2. Astronomy is a natural science that study of
celestial objects (such as stars, galaxies,
planets, moons, asteroids, comets and nebulae),
the physics, chemistry, and evolution of such
objects, and phenomena that originate outside the
Atmosphere of Earth, including supernovae
explosions, gamma ray bursts, and cosmic
microwave background radiation.
3. In sum, astronomy has been a cornerstone
of technological progress throughout
history, has much to contribute in the
future, and offers all humans a fundamental
sense of our place in an unimaginably vast
and exciting universe.
4. The earliest accounts of how the Sun, the Earth and the rest of the
Solar System were formed are to be found in early myths, legends
and religious texts.

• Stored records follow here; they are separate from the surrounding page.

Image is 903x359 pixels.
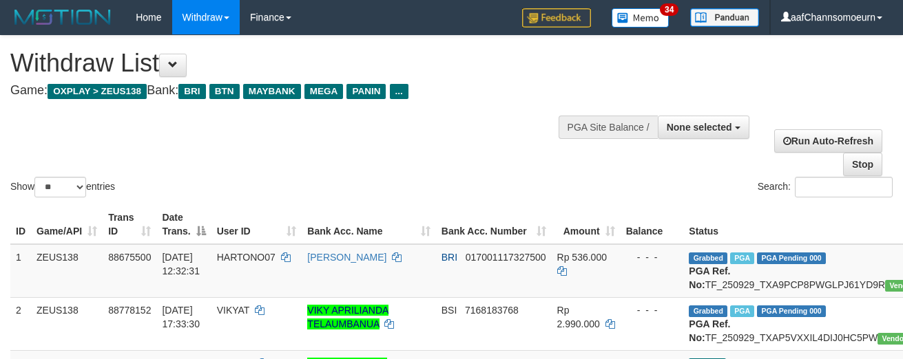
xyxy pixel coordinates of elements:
[688,253,727,264] span: Grabbed
[108,305,151,316] span: 88778152
[10,84,588,98] h4: Game: Bank:
[558,116,657,139] div: PGA Site Balance /
[307,305,388,330] a: VIKY APRILIANDA TELAUMBANUA
[436,205,551,244] th: Bank Acc. Number: activate to sort column ascending
[441,252,457,263] span: BRI
[162,252,200,277] span: [DATE] 12:32:31
[690,8,759,27] img: panduan.png
[302,205,435,244] th: Bank Acc. Name: activate to sort column ascending
[843,153,882,176] a: Stop
[557,252,606,263] span: Rp 536.000
[156,205,211,244] th: Date Trans.: activate to sort column descending
[730,306,754,317] span: Marked by aafchomsokheang
[390,84,408,99] span: ...
[209,84,240,99] span: BTN
[31,297,103,350] td: ZEUS138
[217,305,249,316] span: VIKYAT
[757,177,892,198] label: Search:
[757,306,825,317] span: PGA Pending
[31,244,103,298] td: ZEUS138
[626,304,678,317] div: - - -
[31,205,103,244] th: Game/API: activate to sort column ascending
[688,306,727,317] span: Grabbed
[557,305,600,330] span: Rp 2.990.000
[10,7,115,28] img: MOTION_logo.png
[666,122,732,133] span: None selected
[304,84,344,99] span: MEGA
[757,253,825,264] span: PGA Pending
[659,3,678,16] span: 34
[774,129,882,153] a: Run Auto-Refresh
[10,177,115,198] label: Show entries
[178,84,205,99] span: BRI
[620,205,684,244] th: Balance
[794,177,892,198] input: Search:
[10,297,31,350] td: 2
[217,252,275,263] span: HARTONO07
[626,251,678,264] div: - - -
[688,266,730,291] b: PGA Ref. No:
[688,319,730,344] b: PGA Ref. No:
[103,205,156,244] th: Trans ID: activate to sort column ascending
[10,244,31,298] td: 1
[10,205,31,244] th: ID
[211,205,302,244] th: User ID: activate to sort column ascending
[48,84,147,99] span: OXPLAY > ZEUS138
[307,252,386,263] a: [PERSON_NAME]
[657,116,749,139] button: None selected
[522,8,591,28] img: Feedback.jpg
[465,305,518,316] span: Copy 7168183768 to clipboard
[243,84,301,99] span: MAYBANK
[611,8,669,28] img: Button%20Memo.svg
[162,305,200,330] span: [DATE] 17:33:30
[108,252,151,263] span: 88675500
[346,84,386,99] span: PANIN
[10,50,588,77] h1: Withdraw List
[441,305,457,316] span: BSI
[465,252,546,263] span: Copy 017001117327500 to clipboard
[551,205,620,244] th: Amount: activate to sort column ascending
[34,177,86,198] select: Showentries
[730,253,754,264] span: Marked by aaftrukkakada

None of these can be considered a serious
scientific account.
5. The theory: Hydrogen and other gases
swirled around and condensed into our
sun and its planets.
The nebular hypothesis is the most widely
accepted model in the field of cosmogony to
explain the formation and evolution of the
Solar System. It suggests that the Solar
System formed from nebulous material.
6. The theory: One day our
sun burst open, and planets
and moons shot out at high
speeds and went to their
respective places, then
stopped, and started
orbiting the sun, as the
moons began orbiting the
planets.
7. Many of the moons surrounding other planets are
really captured asteroids and not objects
that formed in place with the mother planet, or
were ejected by the mother planet.
8. The theory: A pile of space dust and rock chunks
pushed together into our planet, and another pile
pushed itself into our moon. Then the moon got
close enough and began encircling the earth.

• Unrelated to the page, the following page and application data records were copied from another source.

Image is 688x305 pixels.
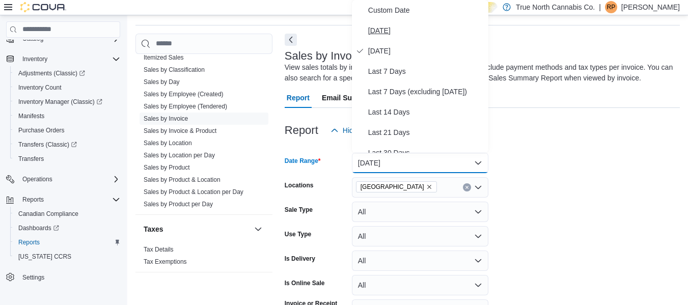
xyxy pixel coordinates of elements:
[144,139,192,147] span: Sales by Location
[14,124,120,136] span: Purchase Orders
[10,235,124,250] button: Reports
[352,153,488,173] button: [DATE]
[10,123,124,137] button: Purchase Orders
[285,279,325,287] label: Is Online Sale
[10,137,124,152] a: Transfers (Classic)
[144,90,224,98] span: Sales by Employee (Created)
[14,251,75,263] a: [US_STATE] CCRS
[356,181,437,192] span: Trenton
[144,245,174,254] span: Tax Details
[144,103,227,110] a: Sales by Employee (Tendered)
[18,224,59,232] span: Dashboards
[144,66,205,74] span: Sales by Classification
[2,192,124,207] button: Reports
[14,138,120,151] span: Transfers (Classic)
[14,153,120,165] span: Transfers
[144,163,190,172] span: Sales by Product
[368,106,484,118] span: Last 14 Days
[352,226,488,246] button: All
[135,39,272,214] div: Sales
[18,238,40,246] span: Reports
[352,275,488,295] button: All
[252,223,264,235] button: Taxes
[18,271,48,284] a: Settings
[607,1,616,13] span: RP
[22,273,44,282] span: Settings
[144,164,190,171] a: Sales by Product
[144,258,187,266] span: Tax Exemptions
[368,86,484,98] span: Last 7 Days (excluding [DATE])
[144,224,163,234] h3: Taxes
[22,55,47,63] span: Inventory
[10,250,124,264] button: [US_STATE] CCRS
[361,182,424,192] span: [GEOGRAPHIC_DATA]
[18,271,120,284] span: Settings
[18,53,51,65] button: Inventory
[144,91,224,98] a: Sales by Employee (Created)
[621,1,680,13] p: [PERSON_NAME]
[368,45,484,57] span: [DATE]
[144,176,220,183] a: Sales by Product & Location
[10,66,124,80] a: Adjustments (Classic)
[22,196,44,204] span: Reports
[285,255,315,263] label: Is Delivery
[516,1,595,13] p: True North Cannabis Co.
[18,84,62,92] span: Inventory Count
[18,173,120,185] span: Operations
[18,155,44,163] span: Transfers
[14,110,120,122] span: Manifests
[22,175,52,183] span: Operations
[285,230,311,238] label: Use Type
[20,2,66,12] img: Cova
[18,53,120,65] span: Inventory
[144,224,250,234] button: Taxes
[605,1,617,13] div: Rebeccah Phillips
[322,88,386,108] span: Email Subscription
[368,65,484,77] span: Last 7 Days
[285,206,313,214] label: Sale Type
[14,251,120,263] span: Washington CCRS
[463,183,471,191] button: Clear input
[2,172,124,186] button: Operations
[14,67,89,79] a: Adjustments (Classic)
[14,208,82,220] a: Canadian Compliance
[144,140,192,147] a: Sales by Location
[18,193,48,206] button: Reports
[14,138,81,151] a: Transfers (Classic)
[144,188,243,196] a: Sales by Product & Location per Day
[10,221,124,235] a: Dashboards
[368,126,484,138] span: Last 21 Days
[285,34,297,46] button: Next
[18,69,85,77] span: Adjustments (Classic)
[135,243,272,272] div: Taxes
[144,246,174,253] a: Tax Details
[14,236,120,248] span: Reports
[10,109,124,123] button: Manifests
[14,110,48,122] a: Manifests
[368,4,484,16] span: Custom Date
[2,270,124,285] button: Settings
[599,1,601,13] p: |
[18,173,57,185] button: Operations
[144,258,187,265] a: Tax Exemptions
[285,62,675,84] div: View sales totals by invoice for a specified date range. Details include payment methods and tax ...
[285,157,321,165] label: Date Range
[18,126,65,134] span: Purchase Orders
[10,152,124,166] button: Transfers
[14,96,106,108] a: Inventory Manager (Classic)
[144,53,184,62] span: Itemized Sales
[352,202,488,222] button: All
[368,24,484,37] span: [DATE]
[285,50,366,62] h3: Sales by Invoice
[144,78,180,86] a: Sales by Day
[14,153,48,165] a: Transfers
[10,207,124,221] button: Canadian Compliance
[144,54,184,61] a: Itemized Sales
[144,102,227,110] span: Sales by Employee (Tendered)
[144,200,213,208] span: Sales by Product per Day
[144,115,188,122] a: Sales by Invoice
[10,80,124,95] button: Inventory Count
[14,81,120,94] span: Inventory Count
[2,52,124,66] button: Inventory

9. The theory: Our world collided with a small
planet, and the explosion threw off rocks
which became the moon, and then it began
orbiting us.
10. The theory: Our planets, moons, and suns spun
off from the collision between stars.
11. The theory: Gas clouds were captured by our
sun. But instead of being drawn into it, they
began whirling and pushing themselves into
planets and moons.
12. Our Solar System consists of an average
star we call the Sun, the planets Mercury,
Venus, Earth, Mars, Jupiter, Saturn, Uranus,
Neptune, and Pluto. It includes: the satellites
of the planets; numerous comets, asteroids,
and meteoroids; and the interplanetary
medium.
14. Objects orbiting the Sun are divided into three classes:
Planets
Dwarf Planets
Small Solar System bodies
A planet is any body in orbit around the Sun that:
Has enough mass to form itself into a spherical shape and
Has cleared its immediate neighborhood of all smaller objects
There are eight known planets:
Mercury, Venus, Earth, Mars, Jupiter, Saturn, Uranus, and Neptune.

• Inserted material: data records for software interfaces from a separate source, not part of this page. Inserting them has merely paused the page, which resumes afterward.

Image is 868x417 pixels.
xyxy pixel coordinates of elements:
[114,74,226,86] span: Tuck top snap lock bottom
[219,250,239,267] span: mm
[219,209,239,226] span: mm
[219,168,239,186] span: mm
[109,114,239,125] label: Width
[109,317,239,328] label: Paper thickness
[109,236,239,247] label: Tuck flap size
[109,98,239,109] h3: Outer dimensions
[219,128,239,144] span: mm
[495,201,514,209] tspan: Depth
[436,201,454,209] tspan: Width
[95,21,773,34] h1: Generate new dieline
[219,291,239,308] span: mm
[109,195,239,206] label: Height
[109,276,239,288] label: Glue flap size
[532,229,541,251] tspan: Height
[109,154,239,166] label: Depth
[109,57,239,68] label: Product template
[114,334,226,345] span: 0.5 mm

16. Mercury is the smallest and innermost
planet in the Solar System. Its orbital period
is less than any other planet in the Solar
System. Seen from Earth, it appears to move
around its orbit in about 116 days. It has no
known natural satellites.
17. Venus is the second planet from the
Sun, orbiting it every 224.7 Earth days.
It has the longest rotation period of any
planet in the Solar System and rotates
in the opposite direction to most other
planets. It has no natural satellite.
18. Earth is the third planet from the Sun, the
densest planet in the Solar System, the largest of
the Solar System's four terrestrial planets, and
the only astronomical object known to harbor
life.
19. Mars is the fourth planet
from the Sun and the
second-smallest planet in
the Solar System, after
Mercury.
20. Jupiter is the fifth planet from
the Sun and the largest in the
Solar System. It is a giant
planet with a mass one-
thousandth that of the Sun,
but two and a half times that
of all the other planets in the
Solar System combined.
21. Saturn is the sixth planet from the Sun
and the second-largest in the Solar
System, after Jupiter. It is a gas giant
with an average radius about nine
times that of Earth.
22. Uranus is the seventh planet
from the Sun. It has the third-
largest planetary radius and
fourth-largest planetary mass
in the Solar System.
23. Neptune is the eighth and farthest
known planet from the Sun in the
Solar System. In the Solar System, it
is the fourth-largest planet by
diameter, the third-most-massive
planet, and the densest giant planet.